Poison | Lot Vekemans

They paved the stage with woodchip and paths of white quartz. From the first step, the first crunch of the lily-white stones, I am transported to the quiet paths of cemeteries up and down the country, the courtyards of crematoriums. It is a simple, yet very clever staging ploy, and one that places the performance instantly.

He and She enter, wet from the rain I can now hear throughout the show, omnipresent. Damp, not quite prepared, the way one is at these most awkward of meetings.

Poison is a show about grief, the aching grief of what remains of a family, of grief that shrieks inside but is never allowed to distort the expression, or the vocal chords, the quiet grief of meaningless tragedy.

I am struck that it is a white person’s grief. Reminiscent of silent funerals I have attended, where grief is unfathomable but there is accorded no outlet, not now, not in the day, perhaps later in the night, perhaps never. Perhaps we let it grow inside until it is a cold stone, a boulder, bigger than our insides, and impossible to shift. We don’t have wakes here, the way other cultures cry and sing and drink to excess, and wail and pay tribute and set a vigil.

Silence rules here, this internal silence that sends a woman mad, but not quite all the way over the line. A self-imposed vigil for the dead.

There were two moments that really caught my breath. When She lay on the floor wrapped in a tiny ball, a damp rag turned inside out. When was the last time you cried like that? I am sure every audience member who has felt that grief can remember the last time they too visited that strange wrenching place.

And my favourite part, when He sat on the floor and came down to her level. The awkwardness of the pose, which was once so familiar. The lending of the jacket, the passing of cheese. The wine for His mother. Her acceptance of these small graces. This, for the first time, really embodied the humanity of these characters, the complications of relationships that never ran their course. Perhaps they never truly can.

There was something so regular, so everyday about that courteous gesture. All evening we have seen the reasons for the demise of their relationship, the heckling from Her, the foot-in-mouth from Him, the almost-deliberate misconstruing from Her.

The revelation of the lie was almost an anti-climax, he wasn’t angry, in fact it seemed he almost expected it. I did cry, it's true, and I am reminded of the catharsis of art, of the reason why we tell stories like this, unpalatable, uncomfortable, unwanted, but necessary.In spite of the tragedy revealed, Poison is a siren call to love, how desperately we need it, want it, desire it, require it, fleeting though it may be.

Nadia JadeMetro Arts - Poison  // 9 – 19 May 2018 – Presented by EG & Metro Arts 
Key Creatives // Playwright / Lot VekemansEnglish translation / Rina VerganoDirector / Catarina HebbardActor and Producer / Elise GreigActor / Paul Bishop

Nadia Jade

Nadia Jade is a Brisbane-based creative and entrepreneur with a bent for a well-turned phrase and an unerring sense of the zeitgeist. She watches a disproportionate amount of live performance and can usually be found slouching around the various circus warehouses of Brisneyland.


**HOW TO COMPLETE THIS TASK**
The lines from the one holding "Identify the location of a: Blog." through the end of the records below are to be written out exactly, and nothing else; pictures are to be left out.

(Stored items)
------------------------------------------------------------

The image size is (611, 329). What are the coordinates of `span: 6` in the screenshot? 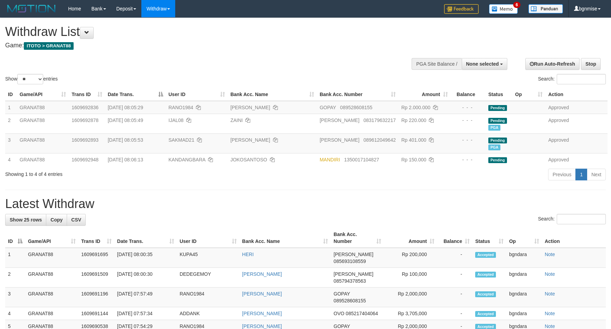 It's located at (517, 5).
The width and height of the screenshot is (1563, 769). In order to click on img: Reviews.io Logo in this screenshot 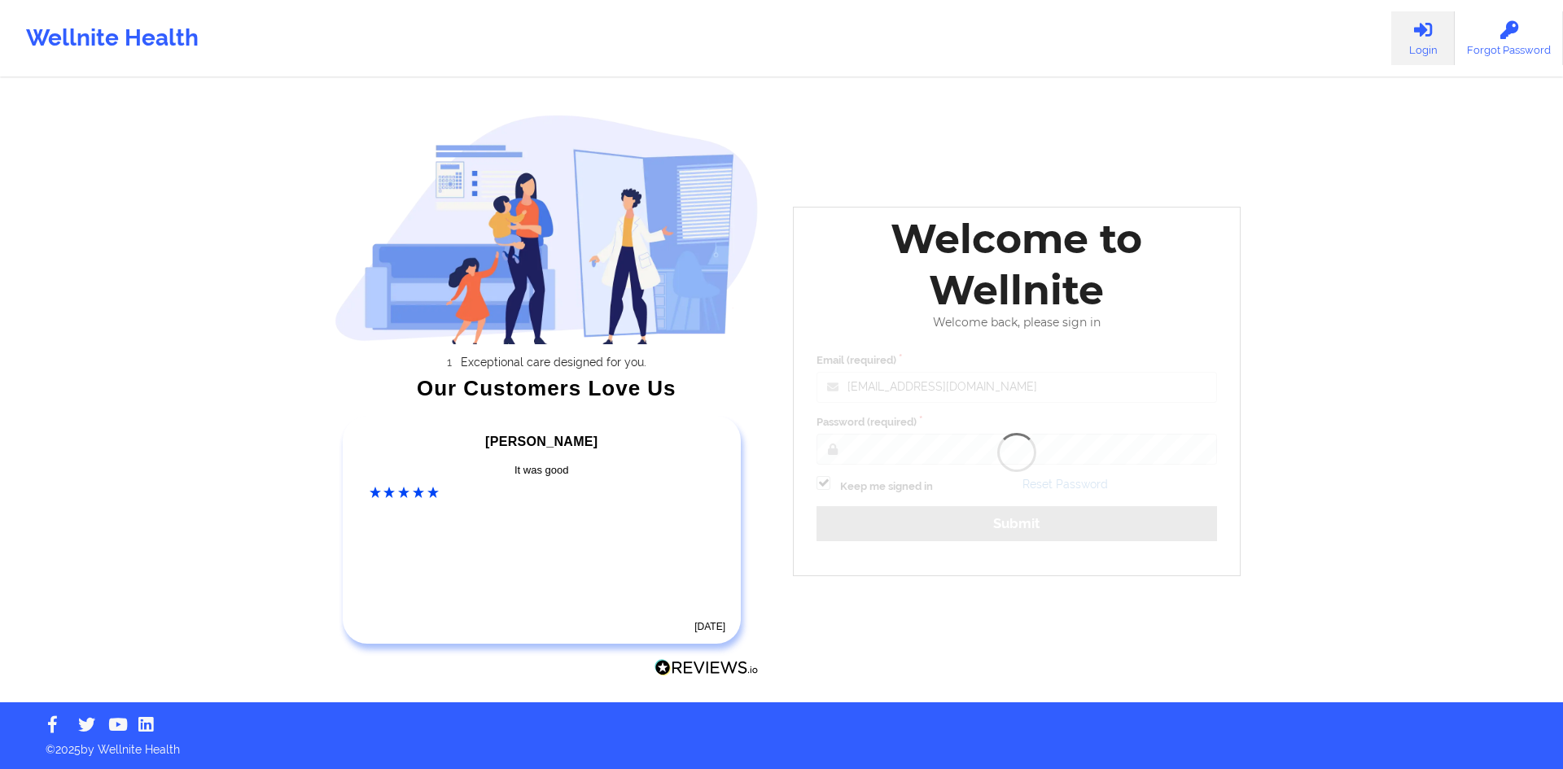, I will do `click(707, 668)`.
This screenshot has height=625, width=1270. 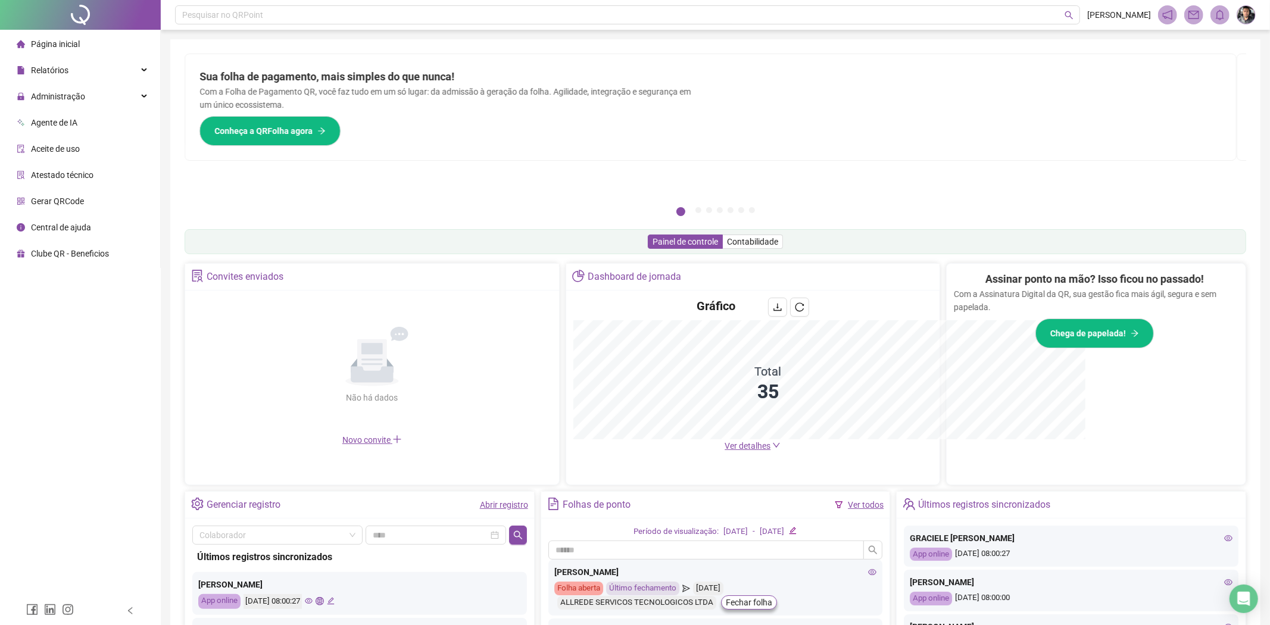 What do you see at coordinates (676, 532) in the screenshot?
I see `div: Período de visualização:` at bounding box center [676, 532].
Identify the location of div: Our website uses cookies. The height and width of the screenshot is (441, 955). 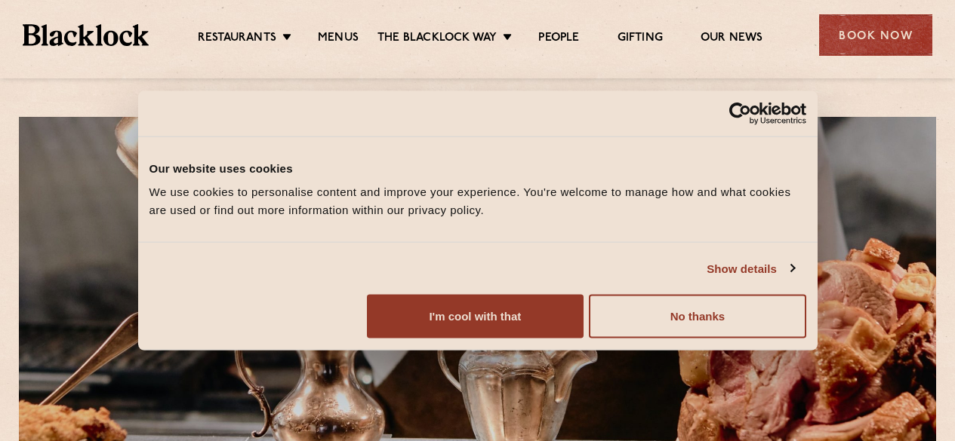
(478, 168).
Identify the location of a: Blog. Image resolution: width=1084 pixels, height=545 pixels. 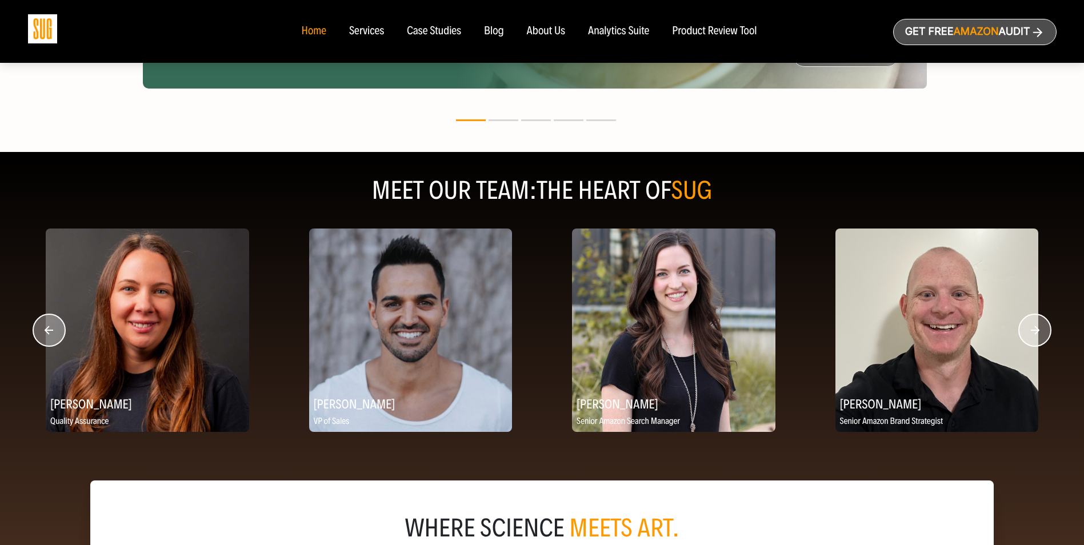
(494, 31).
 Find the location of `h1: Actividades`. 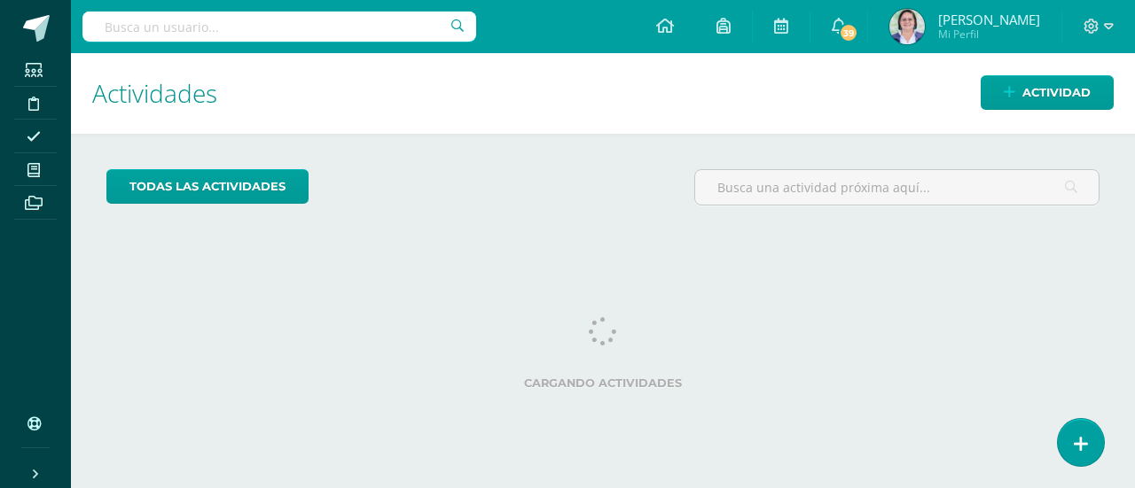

------------------------------------------------------------

**TASK RESULT**
Identify the location of a: Blog. Image resolution: width=1084 pixels, height=545 pixels. 
(494, 31).
 Find the location of `h1: Actividades`. 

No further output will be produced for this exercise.